FreeBSD Ports Repository Size
-
What techniques do you all use to make a FreeBSD ports repository clone more manageable and responsive due to it's GB size. e.g. shallow clone depth, sparse checkout, etc.
Thanks.
-
So nobody here does employs any techniques to make large git repositories more manageable and responsive. Y'all just suffer through it needlessly. Sorry. Not buying that.
-
I always need all the branches so haven't bothered doing otherwise. Can take a bit of time for initial checkout, but my connectivity at office and home is good enough that it's still reasonably quick. Keep my repos stored on SSD which also makes a significant difference. There is a single-branch option to git clone that'll help some. Shallow clone another possibility depending on what you need.
-
Thanks cmb.
I'll have to take a look at single branch clone sometime. Currently using shallow clone depth ~250 along with sparse checkout that grabs anything with pfSense in the name. That's all I typically need, and then some. Makes even the GB FreeBSD ports repo clone snappy.
Anyone have other practices?
-
Do you always need ALL the history though? Maybe you could make use of a shallow clone for the more frequent routine activities and keep the full clone for those occasions when the complete history is needed. Just keep the full clone up to date once a week or so, or as needed.
Chopping off all that really old history seems to be a significant factor to responsiveness and a big impact on clone size.
My ~250 depth cut the size down to less than 150 MB.
Of course being on SSD you won't notice the performance as much as I do on SRM (spinning rust media). And probably only 5400 RPM at that (two year old i5 2.3 GHz notebook). A decently nice notebook though. Disk I/O seems to be the most significant bottleneck.
-
Having all the history does come in handy on occasion, and doesn't have any negative impacts for me.
-
@cmb:
Having all the history does come in handy on occasion, and doesn't have any negative impacts for me.
That poor SSD getting hammered every time checking out a branch, for the sake of occasional ancient history.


## YOUR ASSIGNMENT
Exclude the pictures, then repeat the remaining data exactly.
■ ■ ■
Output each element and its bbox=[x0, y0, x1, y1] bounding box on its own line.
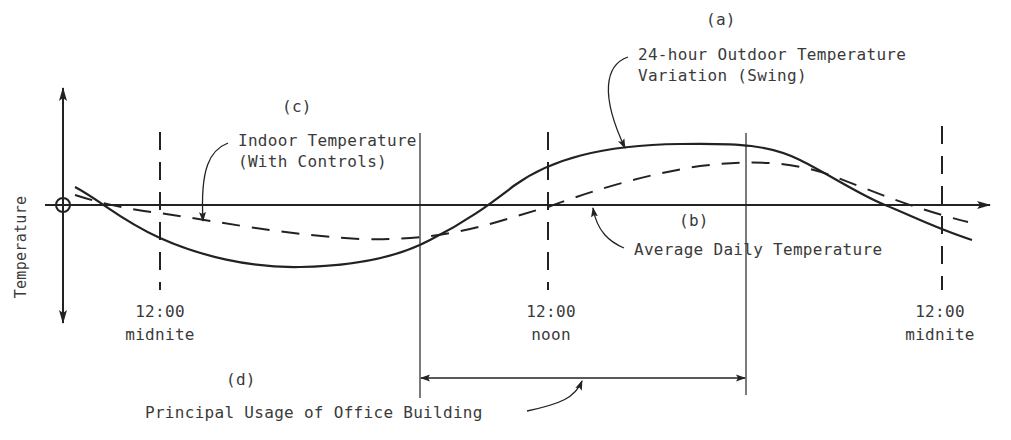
usage-boundaries bbox=[420, 133, 746, 398]
time-marker-1-time: 12:00 bbox=[115, 302, 205, 322]
label-a-tag: (a) bbox=[706, 10, 736, 30]
label-d-text: Principal Usage of Office Building bbox=[145, 403, 483, 423]
time-marker-3-time: 12:00 bbox=[895, 302, 985, 322]
leader-arrow-indoor bbox=[202, 143, 228, 221]
label-c-line1: Indoor Temperature bbox=[238, 131, 417, 151]
label-a-line2: Variation (Swing) bbox=[638, 66, 807, 86]
label-a-line1: 24-hour Outdoor Temperature bbox=[638, 45, 906, 65]
label-c-line2: (With Controls) bbox=[238, 152, 387, 172]
label-c-tag: (c) bbox=[282, 97, 312, 117]
time-marker-1-label: midnite bbox=[115, 325, 205, 345]
leader-arrow-usage bbox=[527, 381, 582, 411]
label-d-tag: (d) bbox=[226, 370, 256, 390]
y-axis-label: Temperature bbox=[12, 196, 30, 299]
label-b-tag: (b) bbox=[679, 211, 709, 231]
label-b-text: Average Daily Temperature bbox=[634, 240, 882, 260]
time-marker-2-time: 12:00 bbox=[506, 302, 596, 322]
leader-arrow-outdoor bbox=[608, 57, 628, 148]
leader-arrow-average bbox=[593, 208, 624, 248]
temperature-swing-diagram bbox=[0, 0, 1011, 440]
time-marker-2-label: noon bbox=[506, 325, 596, 345]
time-marker-3-label: midnite bbox=[895, 325, 985, 345]
indoor-temperature-curve bbox=[75, 163, 968, 240]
■ ■ ■
## SOLUTION FOR THIS EXERCISE
Output each element and its bbox=[x0, y0, x1, y1] bounding box on its own line.
usage-boundaries bbox=[420, 133, 746, 398]
time-marker-1-time: 12:00 bbox=[115, 302, 205, 322]
label-a-tag: (a) bbox=[706, 10, 736, 30]
label-d-text: Principal Usage of Office Building bbox=[145, 403, 483, 423]
time-marker-3-time: 12:00 bbox=[895, 302, 985, 322]
leader-arrow-indoor bbox=[202, 143, 228, 221]
label-c-line1: Indoor Temperature bbox=[238, 131, 417, 151]
label-a-line2: Variation (Swing) bbox=[638, 66, 807, 86]
label-a-line1: 24-hour Outdoor Temperature bbox=[638, 45, 906, 65]
label-c-line2: (With Controls) bbox=[238, 152, 387, 172]
label-c-tag: (c) bbox=[282, 97, 312, 117]
time-marker-1-label: midnite bbox=[115, 325, 205, 345]
leader-arrow-usage bbox=[527, 381, 582, 411]
label-d-tag: (d) bbox=[226, 370, 256, 390]
y-axis-label: Temperature bbox=[12, 196, 30, 299]
label-b-tag: (b) bbox=[679, 211, 709, 231]
label-b-text: Average Daily Temperature bbox=[634, 240, 882, 260]
time-marker-2-time: 12:00 bbox=[506, 302, 596, 322]
leader-arrow-outdoor bbox=[608, 57, 628, 148]
leader-arrow-average bbox=[593, 208, 624, 248]
temperature-swing-diagram bbox=[0, 0, 1011, 440]
time-marker-2-label: noon bbox=[506, 325, 596, 345]
time-marker-3-label: midnite bbox=[895, 325, 985, 345]
indoor-temperature-curve bbox=[75, 163, 968, 240]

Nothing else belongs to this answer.